The song's opening lines are:
Seventy-six trombones led the big parade
With a hundred and ten cornets close at hand ...
The love ballad "Goodnight My Someone", which immediately precedes "Seventy-Six Trombones" in the musical, has the same tune but is played in 3/4 time at a slower tempo. At the end of the musical, lines from "Seventy-Six Trombones" and "Goodnight My Someone" are sung in alternation with each other.[3] This technique is used in opera, but was unknown in Broadway musicals.[3]
It has long been a featured march and favorite of the Boston Pops.[5]
A jazzy arrangement appears on the 1963 Henry Mancini album, Our Man in Hollywood.[6] The album notes state, "Probably the most played new march of the past decade ... the Mancini version scored for 8 trombones..."
André Rieu and his orchestra customarily open and enter to the piece.[8]
Homages
In Willson's hometown of Mason City, Iowa, the song is honored (along with the whole plot of The Music Man) in a building called "Music Man Square", which is located next to Willson's boyhood home.[9] In one large room, there are 76 donated trombones hanging from the ceiling.
In the musical episode of Buffy The Vampire Slayer, "Once More, with Feeling", Spike remarks to Buffy "The day you suss out what you do want, they'll probably be a parade! With Seventy Six bloody Trombones playing!"

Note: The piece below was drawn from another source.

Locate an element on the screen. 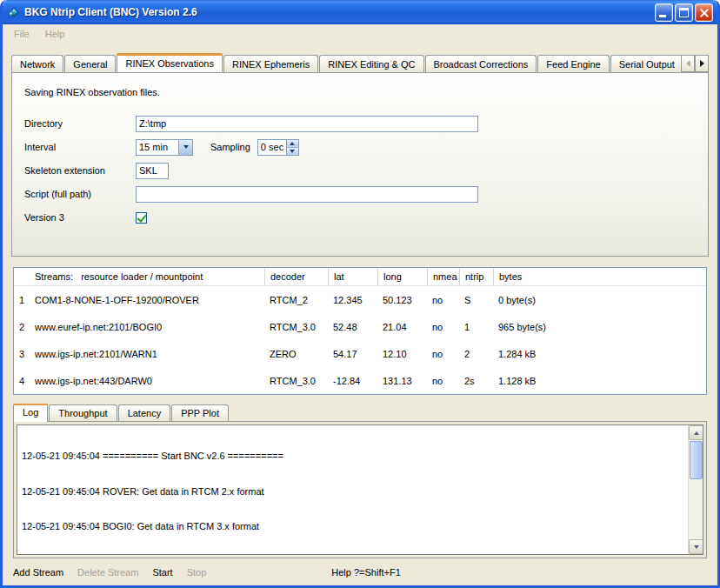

In the 15th episode of the second season of American TV sitcom, The Nanny, a man is supposedly dating Fran's rival when he meets Maxwell and, after performing beginning of the song, reveals himself as a gay dancer trying to make it on Broadway (actually meeting his life partner during a revival of The Music Man).
In Chile, the instrumental march version (with Leroy Anderson's orchestration) was used as a theme song for radio Portales news show La Revista de Portales. It was used because of an earlier use on the news show La bitácora en Portales.[10]
In the Netherlands, the tune was used for theme song of the popular radio and television show Dik Voormekaarshow.[11]